The Vendée Arctique fleet scattered its first tactical move before the afternoon breeze had even settled. Light winds—five to eight knots across the starting line—prompted two distinct strategies as skippers felt out the 2,400-nautical-mile route north toward the Arctic Circle. Manu Cousin and Arnaud Boissières peeled west immediately, gambling on positioning advantage, while the rest of the field hugged the Breton coast toward Île d’Yeu.
Race director Mathias Louarn noted the early divergence was deliberate. “The start was about establishing a western position that some skippers could maintain through the early stages,” he explained. Getting the fleet away cleanly had mattered more than anything. No premature line crossings. No breakages. No drama.
Corentin Horeau, aboard MACSF, summed up what most competitors felt as they powered down the YouTube feed: joy mixed with relief. The summer sun beating down on the start line had created textbook conditions for a clean departure, whatever the light air meant for boat speed. “Beautiful sailing, beautiful sea, mates everywhere, an incredible send-off,” he said in his first video update.

The soft breeze favoured an unexpected competitor. Nico d’Estais, whose centreboard boat typically struggles against the foiling machines in stronger winds, found himself rubbing shoulders with Élodie Bonafous, Violette Dorange and Sam Goodchild. He knew the respite was temporary. “As long as the wind stays light, this is how it stays,” he acknowledged.
What looked like a quiet afternoon was anything but. The tactical split near Île d’Yeu signalled that the real racing had begun immediately—not in a frantic dash for clear air, but in the patient work of claiming the weather gauge for what comes next. Cousin and Boissières were betting the wind would build from the west, rewarding the boats already positioned there. The coastal route offered shelter and cleaner air but risked getting pinned if the pressure system shifted. Both options would prove their worth before nightfall.
The fleet had left the dock in loose formation. Within hours, the Vendée Arctique had cleaved itself in two.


=== How to complete this task ===
Starting with the line below that holds "Image is 644x347 pixels." and stopping after the line that holds "Image is 761x370 pixels.", transcribe the lines exactly, leaving out all pictures.

Element data from apps and pages
BEGIN
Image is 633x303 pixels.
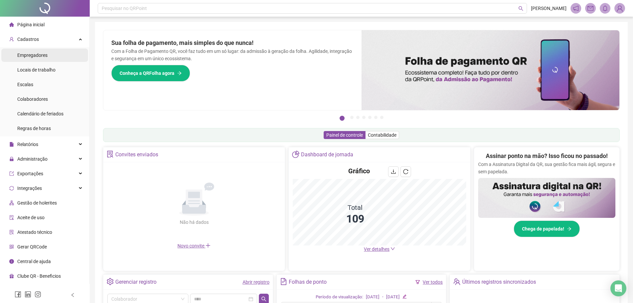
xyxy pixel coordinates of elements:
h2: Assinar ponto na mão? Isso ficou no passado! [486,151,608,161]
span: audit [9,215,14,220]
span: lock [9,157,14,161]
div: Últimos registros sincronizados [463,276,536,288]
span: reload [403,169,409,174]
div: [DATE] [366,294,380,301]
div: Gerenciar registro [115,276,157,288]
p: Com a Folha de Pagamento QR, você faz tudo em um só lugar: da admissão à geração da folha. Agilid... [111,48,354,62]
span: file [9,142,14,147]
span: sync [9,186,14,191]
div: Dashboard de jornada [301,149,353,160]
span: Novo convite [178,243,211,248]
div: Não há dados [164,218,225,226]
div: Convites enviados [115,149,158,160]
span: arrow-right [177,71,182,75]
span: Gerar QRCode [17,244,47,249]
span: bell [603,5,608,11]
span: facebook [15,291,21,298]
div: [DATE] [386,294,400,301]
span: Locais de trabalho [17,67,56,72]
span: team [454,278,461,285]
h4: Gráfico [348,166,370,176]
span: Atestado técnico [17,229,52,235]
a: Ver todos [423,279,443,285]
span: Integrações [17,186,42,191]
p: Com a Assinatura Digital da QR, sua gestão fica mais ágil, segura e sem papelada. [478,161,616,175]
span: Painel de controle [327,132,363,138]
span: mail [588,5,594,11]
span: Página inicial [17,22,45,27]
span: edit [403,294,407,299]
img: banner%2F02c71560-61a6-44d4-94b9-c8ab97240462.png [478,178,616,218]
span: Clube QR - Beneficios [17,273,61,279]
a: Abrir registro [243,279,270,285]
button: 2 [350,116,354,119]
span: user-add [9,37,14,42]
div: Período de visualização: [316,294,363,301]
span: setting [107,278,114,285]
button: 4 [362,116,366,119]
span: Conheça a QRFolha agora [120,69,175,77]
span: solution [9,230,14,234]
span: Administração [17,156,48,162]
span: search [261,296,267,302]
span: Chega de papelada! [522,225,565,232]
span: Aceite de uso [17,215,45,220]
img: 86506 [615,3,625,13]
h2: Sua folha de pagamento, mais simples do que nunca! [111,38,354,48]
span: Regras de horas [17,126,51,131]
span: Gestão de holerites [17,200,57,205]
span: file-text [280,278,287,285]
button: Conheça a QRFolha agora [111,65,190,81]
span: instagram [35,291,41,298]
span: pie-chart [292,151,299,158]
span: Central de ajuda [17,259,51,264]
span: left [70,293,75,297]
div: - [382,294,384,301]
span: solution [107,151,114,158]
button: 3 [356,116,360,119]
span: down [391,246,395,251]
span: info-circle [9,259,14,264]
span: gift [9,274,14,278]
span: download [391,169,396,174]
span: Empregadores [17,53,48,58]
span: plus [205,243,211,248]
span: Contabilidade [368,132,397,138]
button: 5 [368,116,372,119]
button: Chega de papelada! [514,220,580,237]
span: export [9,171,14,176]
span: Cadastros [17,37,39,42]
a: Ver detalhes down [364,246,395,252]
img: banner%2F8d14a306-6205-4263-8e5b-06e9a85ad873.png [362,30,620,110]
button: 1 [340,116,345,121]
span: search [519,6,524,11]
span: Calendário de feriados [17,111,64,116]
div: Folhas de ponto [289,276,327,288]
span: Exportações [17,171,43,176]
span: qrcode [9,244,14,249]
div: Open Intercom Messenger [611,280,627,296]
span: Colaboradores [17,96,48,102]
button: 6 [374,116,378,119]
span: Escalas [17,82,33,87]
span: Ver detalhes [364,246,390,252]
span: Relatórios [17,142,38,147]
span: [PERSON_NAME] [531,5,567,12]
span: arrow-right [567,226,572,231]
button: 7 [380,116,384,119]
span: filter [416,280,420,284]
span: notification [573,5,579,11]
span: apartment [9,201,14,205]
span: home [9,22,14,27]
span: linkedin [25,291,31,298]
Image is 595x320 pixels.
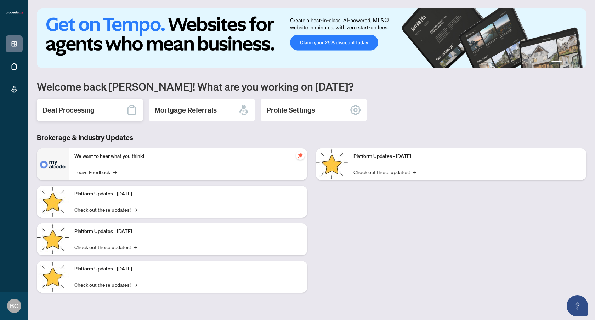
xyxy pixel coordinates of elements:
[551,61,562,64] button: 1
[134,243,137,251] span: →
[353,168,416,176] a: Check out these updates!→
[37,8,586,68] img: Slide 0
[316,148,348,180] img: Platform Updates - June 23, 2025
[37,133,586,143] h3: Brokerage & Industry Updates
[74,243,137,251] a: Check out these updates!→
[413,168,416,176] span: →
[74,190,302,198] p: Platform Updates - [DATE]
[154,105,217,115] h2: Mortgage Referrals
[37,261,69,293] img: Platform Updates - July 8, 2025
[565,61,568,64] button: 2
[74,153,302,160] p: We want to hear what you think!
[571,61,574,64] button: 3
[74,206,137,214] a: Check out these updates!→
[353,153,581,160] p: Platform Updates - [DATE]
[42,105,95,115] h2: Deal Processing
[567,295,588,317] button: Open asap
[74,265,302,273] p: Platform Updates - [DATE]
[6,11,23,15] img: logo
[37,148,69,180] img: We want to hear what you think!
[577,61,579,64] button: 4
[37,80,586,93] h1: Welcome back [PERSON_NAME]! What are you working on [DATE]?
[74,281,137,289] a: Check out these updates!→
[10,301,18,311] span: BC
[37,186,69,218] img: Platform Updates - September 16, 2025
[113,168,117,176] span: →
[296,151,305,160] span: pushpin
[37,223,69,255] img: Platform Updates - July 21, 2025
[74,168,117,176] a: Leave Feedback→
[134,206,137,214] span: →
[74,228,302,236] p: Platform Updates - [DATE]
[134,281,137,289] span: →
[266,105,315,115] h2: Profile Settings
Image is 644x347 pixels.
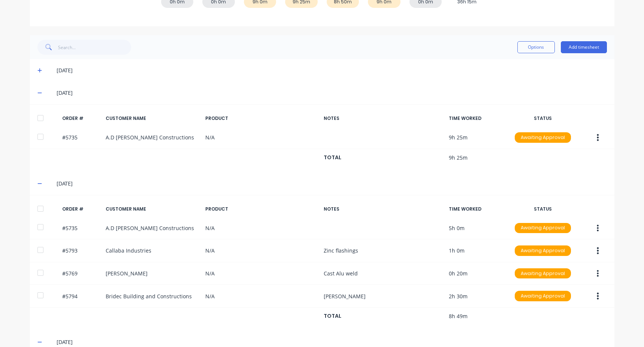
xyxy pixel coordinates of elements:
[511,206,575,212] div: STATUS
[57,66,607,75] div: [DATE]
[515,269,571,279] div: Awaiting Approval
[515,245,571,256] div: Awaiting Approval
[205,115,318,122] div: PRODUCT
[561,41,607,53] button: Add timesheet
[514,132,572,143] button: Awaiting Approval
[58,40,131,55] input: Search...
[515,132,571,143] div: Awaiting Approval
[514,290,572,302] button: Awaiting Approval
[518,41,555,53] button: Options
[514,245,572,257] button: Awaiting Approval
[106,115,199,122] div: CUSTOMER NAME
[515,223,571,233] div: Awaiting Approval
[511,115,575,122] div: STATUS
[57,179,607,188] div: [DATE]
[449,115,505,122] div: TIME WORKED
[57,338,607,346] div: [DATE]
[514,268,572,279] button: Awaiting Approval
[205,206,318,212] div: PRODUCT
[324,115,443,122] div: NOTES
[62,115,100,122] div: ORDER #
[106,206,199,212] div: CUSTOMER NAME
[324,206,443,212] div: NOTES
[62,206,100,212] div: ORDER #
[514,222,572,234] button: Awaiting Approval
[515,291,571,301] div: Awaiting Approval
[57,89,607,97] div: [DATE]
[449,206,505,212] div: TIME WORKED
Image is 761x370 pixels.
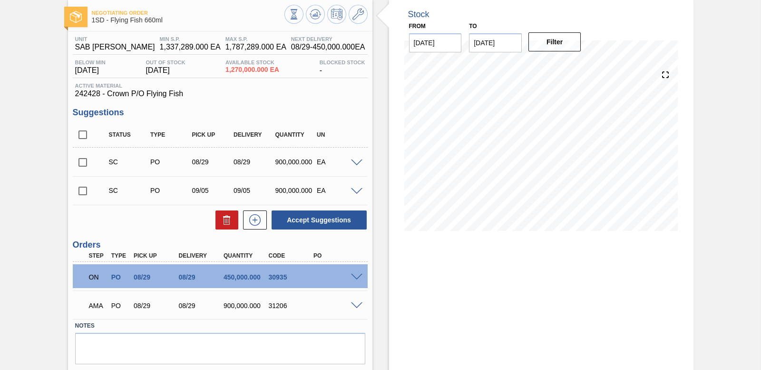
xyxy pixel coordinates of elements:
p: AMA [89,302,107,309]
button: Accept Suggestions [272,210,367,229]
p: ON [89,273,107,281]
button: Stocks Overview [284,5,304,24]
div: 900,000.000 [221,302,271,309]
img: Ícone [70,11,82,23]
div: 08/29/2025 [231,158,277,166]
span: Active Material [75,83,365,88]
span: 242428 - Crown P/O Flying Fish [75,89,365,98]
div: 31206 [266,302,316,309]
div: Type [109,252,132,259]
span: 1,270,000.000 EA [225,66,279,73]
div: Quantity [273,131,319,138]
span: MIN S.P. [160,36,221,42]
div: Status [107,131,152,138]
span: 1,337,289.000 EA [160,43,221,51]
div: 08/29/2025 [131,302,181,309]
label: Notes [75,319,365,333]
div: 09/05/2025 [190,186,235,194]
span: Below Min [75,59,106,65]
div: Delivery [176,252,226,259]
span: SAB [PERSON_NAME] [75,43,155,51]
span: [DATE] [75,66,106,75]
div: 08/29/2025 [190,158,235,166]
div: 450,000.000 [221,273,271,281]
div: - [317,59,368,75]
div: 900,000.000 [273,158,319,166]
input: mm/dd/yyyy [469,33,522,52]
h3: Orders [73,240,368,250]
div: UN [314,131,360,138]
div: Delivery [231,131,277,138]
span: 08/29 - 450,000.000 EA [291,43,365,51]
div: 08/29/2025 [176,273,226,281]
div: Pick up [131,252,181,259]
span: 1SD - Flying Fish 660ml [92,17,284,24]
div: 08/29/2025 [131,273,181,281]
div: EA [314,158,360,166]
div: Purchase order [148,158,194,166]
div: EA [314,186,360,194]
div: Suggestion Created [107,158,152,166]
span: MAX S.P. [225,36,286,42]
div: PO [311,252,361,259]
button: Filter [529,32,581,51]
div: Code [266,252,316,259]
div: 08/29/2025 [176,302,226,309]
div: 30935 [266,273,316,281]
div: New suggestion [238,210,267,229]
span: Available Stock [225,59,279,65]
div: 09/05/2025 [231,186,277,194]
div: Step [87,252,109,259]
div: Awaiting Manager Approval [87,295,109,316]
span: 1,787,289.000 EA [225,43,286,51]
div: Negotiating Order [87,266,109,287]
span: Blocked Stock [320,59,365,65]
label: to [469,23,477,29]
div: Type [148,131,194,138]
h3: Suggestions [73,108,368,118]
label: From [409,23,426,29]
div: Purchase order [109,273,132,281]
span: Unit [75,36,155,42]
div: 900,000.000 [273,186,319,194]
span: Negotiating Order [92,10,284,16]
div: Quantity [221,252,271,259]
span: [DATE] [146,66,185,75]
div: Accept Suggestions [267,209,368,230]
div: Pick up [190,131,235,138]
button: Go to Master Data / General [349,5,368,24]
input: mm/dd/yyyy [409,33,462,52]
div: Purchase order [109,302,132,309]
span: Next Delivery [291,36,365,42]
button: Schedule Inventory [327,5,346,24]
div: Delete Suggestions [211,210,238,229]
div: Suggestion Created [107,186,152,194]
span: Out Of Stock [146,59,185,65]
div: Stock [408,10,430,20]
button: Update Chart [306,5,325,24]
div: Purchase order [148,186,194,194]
END
=== Answer ===
Image is 644x347 pixels.
xyxy pixel coordinates of elements:
[511,206,575,212] div: STATUS
[57,66,607,75] div: [DATE]
[515,269,571,279] div: Awaiting Approval
[515,245,571,256] div: Awaiting Approval
[205,115,318,122] div: PRODUCT
[561,41,607,53] button: Add timesheet
[514,132,572,143] button: Awaiting Approval
[58,40,131,55] input: Search...
[515,132,571,143] div: Awaiting Approval
[514,290,572,302] button: Awaiting Approval
[518,41,555,53] button: Options
[514,245,572,257] button: Awaiting Approval
[106,115,199,122] div: CUSTOMER NAME
[515,223,571,233] div: Awaiting Approval
[511,115,575,122] div: STATUS
[57,179,607,188] div: [DATE]
[449,115,505,122] div: TIME WORKED
[57,338,607,346] div: [DATE]
[514,268,572,279] button: Awaiting Approval
[205,206,318,212] div: PRODUCT
[324,115,443,122] div: NOTES
[62,115,100,122] div: ORDER #
[106,206,199,212] div: CUSTOMER NAME
[324,206,443,212] div: NOTES
[62,206,100,212] div: ORDER #
[514,222,572,234] button: Awaiting Approval
[515,291,571,301] div: Awaiting Approval
[57,89,607,97] div: [DATE]
[449,206,505,212] div: TIME WORKED
Image is 761x370 pixels.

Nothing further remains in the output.